Did the person have sufficient capacity to self-inhibit that we assume is distributed in an average way across society? And what if they don't? What are their mental states? How competent are they? What do they remember? We're dealing with these sorts of issues. Are they lying, even is this person dead?
Neuroscientific techniques may help us as we grapple with whether we should be using a sort of coronary approach or a brain science approach to when is someone like Terri Schiavo, for example-- you may remember this case from a few years ago-- when do we consider them irremediably gone? So there's the hope that there will be at least contributions toward answering these questions.

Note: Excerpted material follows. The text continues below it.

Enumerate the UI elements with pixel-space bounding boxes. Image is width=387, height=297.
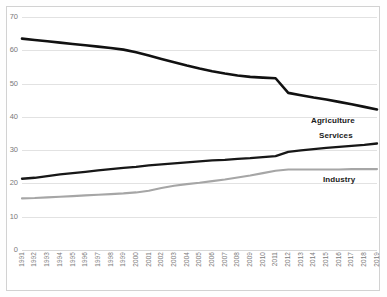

Now let's talk about this case. I don't know how many of you saw this in the news just a few weeks ago. This is a guy who's friend-- we all need friends like this-- shot him with a spear gun through his forehead. And so this is how he presented at the hospital, right-- really scary stuff. He survived. This is him on the other side of the operation. So That's sort of-- we'll consider that sort of hypo number one.
Hypo number two-- here's a guy, if you can see it, he's got a crossbow bolt in the front of his brain. He tried unsuccessfully-- emphasis on the first syllable-- to commit suicide by crossbow shooting up this way. Now he had been suicidal and antisocial. He is now what his doctors describe as inappropriately cheerful all the time.
[LAUGHTER]
Now I mean, this is America. We can't have that, right? But so here's case number two.
Suppose these two individuals, neither of them insane, rob a bank a week after the accident. And these images are presented. And you are jurors. I mean, how many of you would be willing to mitigate, at least mitigate, a sentence on the basis of the view that not all the oars were in the water with these two? Show of hands-- how many of you would be willing to take this into consideration? OK. It looks like the vast bulk of you.
All right. Now so ask yourself then, what distinguishes that case from this one? Suppose this guy, a week later, robs a bank? He doesn't have this big piece of metal in his head. But we're learning that when you take this custard substance and you bang it around a lot, [LAUGHTER] bad things happen, right, and things that can have long-term effects on the brain. So does this open up the, hey, I used to play football defense to harsher punishments?
Or what about veterans coming back from wartime, where they've been exposed to very significant blasts which blow their body in a direction and the brain is trying to catch up with that body from inside the cranium, where it's squished? And they don't have transcranial penetration. But they've still got damage on the interior. What do we do with individuals like that?
Or how about boxing, right? Now the whole purpose of the sport of boxing, as I understand it, is to inflict sufficient brain injury on someone else that their brain shuts down. Now could this lead to the battered boxer's defense for robbing the bank, if they rape, if they execute a will and the will is challenged because the person was incompetent because they were a battered boxer? What do we do with these sorts of brain-based phenomena that can lead to slippery slopes, frankly, of you start with the nail in the head or the spear gun and then you stop where exactly? And how, after all, is this more significant, if it is, than extended abuse in childhood, whether it's physical or emotional?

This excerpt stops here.